It was only a matter of seconds before Chicago stole the show. Having been introduced as a visionary and a master of lurid cinema, Michael Mann took the stage at the BAM Harvey Theater in Brooklyn earlier this month for the keynote of the career retrospective Heat and Vice, which launched on the Humboldt Park native’s 73rd birthday. (The series wrapped last week.) Asked off the top by moderator Bilge Ebiri why he became a filmmaker, Mann looked homeward. “I had a visual appreciation for scenes in Chicago,” he said. “A steel bridge on a rainy night, the spaces, the way snow fell on the prairie outside Chicago. But I didn’t put that together with film. I wasn’t doing anything with a visual medium. I was an English major caught in the anguish of not having any idea what I wanted to do with my life.” After a screening of G.W. Pabst’s The Joyless Street (1925) during a film-history course at the University of Wisconsin-Madison, he strolled down Bascom Hill. “It was a freezing, crystal-clear night—you could see every star in the sky—and it suddenly struck me: you’re going to make films. It’s one of the only two or three times in my life where I was assaulted with total knowingness. That was it, I was going to be a filmmaker.”

As Mann explained to a full house in Brooklyn, he saw his hometown with fresh eyes after returning to Chicago from film school in London in the late 1960s. To grapple with the changes then taking place in American society, he made the documentary 17 Days Down the Line. “It was a road trip from Chicago to LA, through what was happening in America in 1970, with myself and a friend from Chicago who had been a Newsweek journalist.” (Though the film remains largely unseen, Mann noted that riot footage he filmed in Albuquerque can be glimpsed in his 2001 film Ali.)
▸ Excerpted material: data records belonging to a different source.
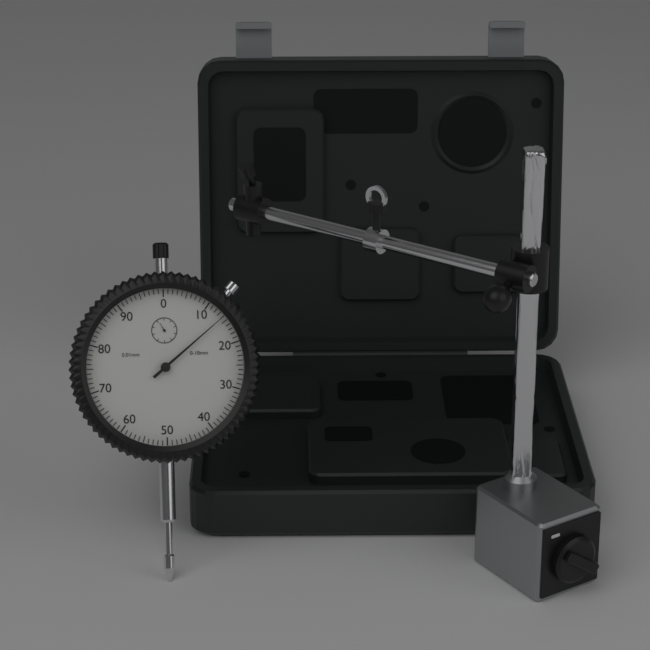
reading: 0.14 mm
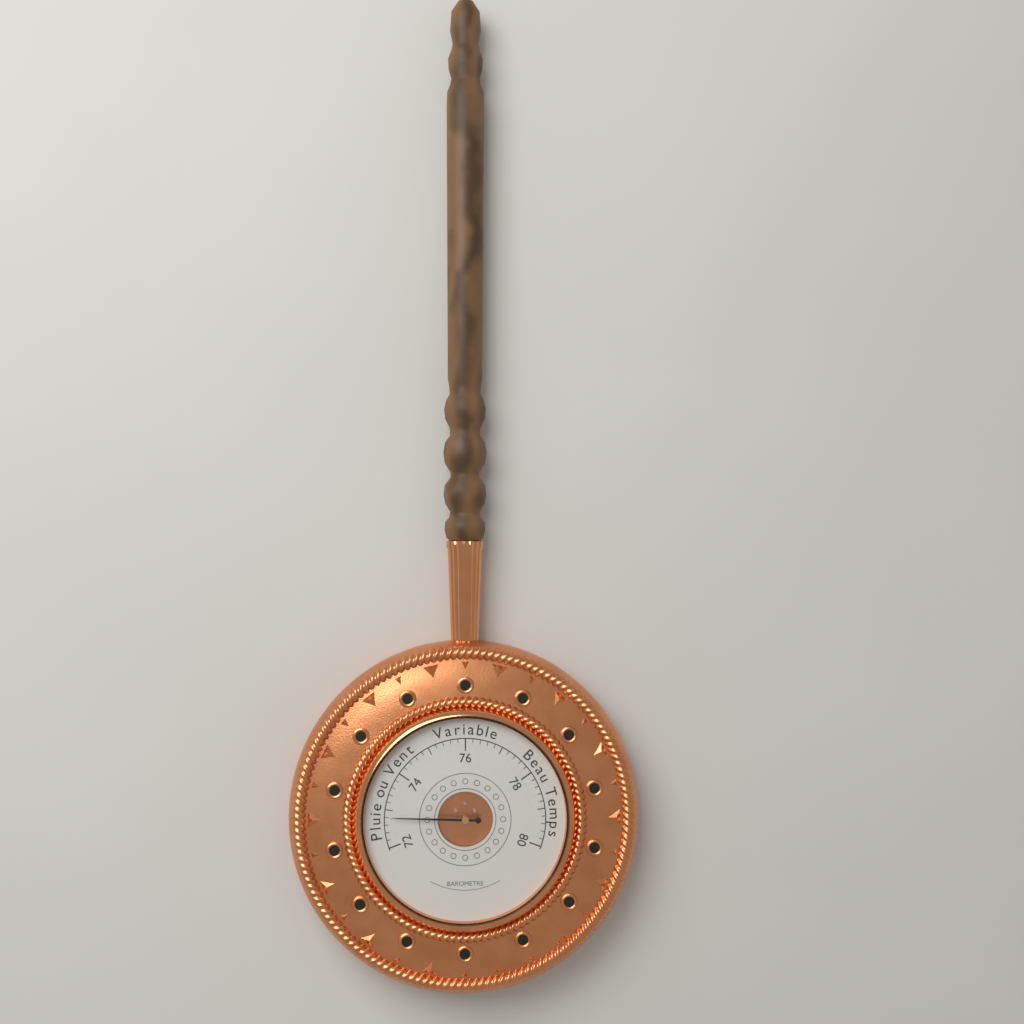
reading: 72.8 (no unit)
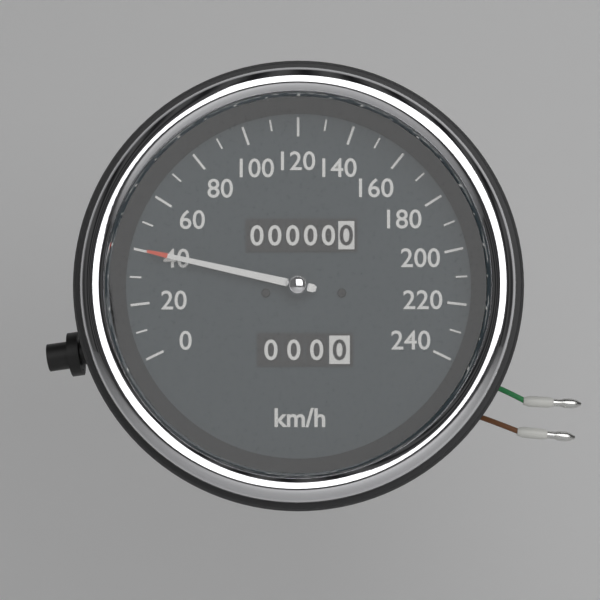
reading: 40 km/h
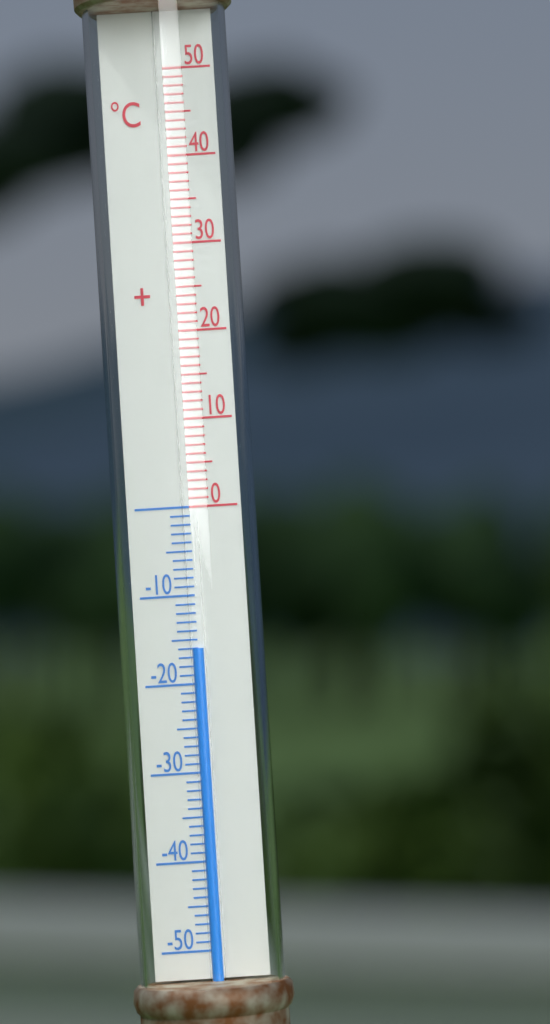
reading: -16 °C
Mann’s trademark meticulousness was in high gear throughout the Heat and Vice series, particularly in the planning stages. Reached by phone, Schawn Belston, head of archival and restoration work for 20th Century Fox—whom Mann first connected with while restoring The Last of the Mohicans in the 90s—detailed the process. Mann’s own vault prints were exhumed. A new cut of his most recent film, Blackhat, was prepared and customized exclusively for the retrospective. Belston himself was dispatched to Brooklyn to personally inspect the projectors and monitor light levels. “Michael is demanding about exactly how he wants everything to be,” he said.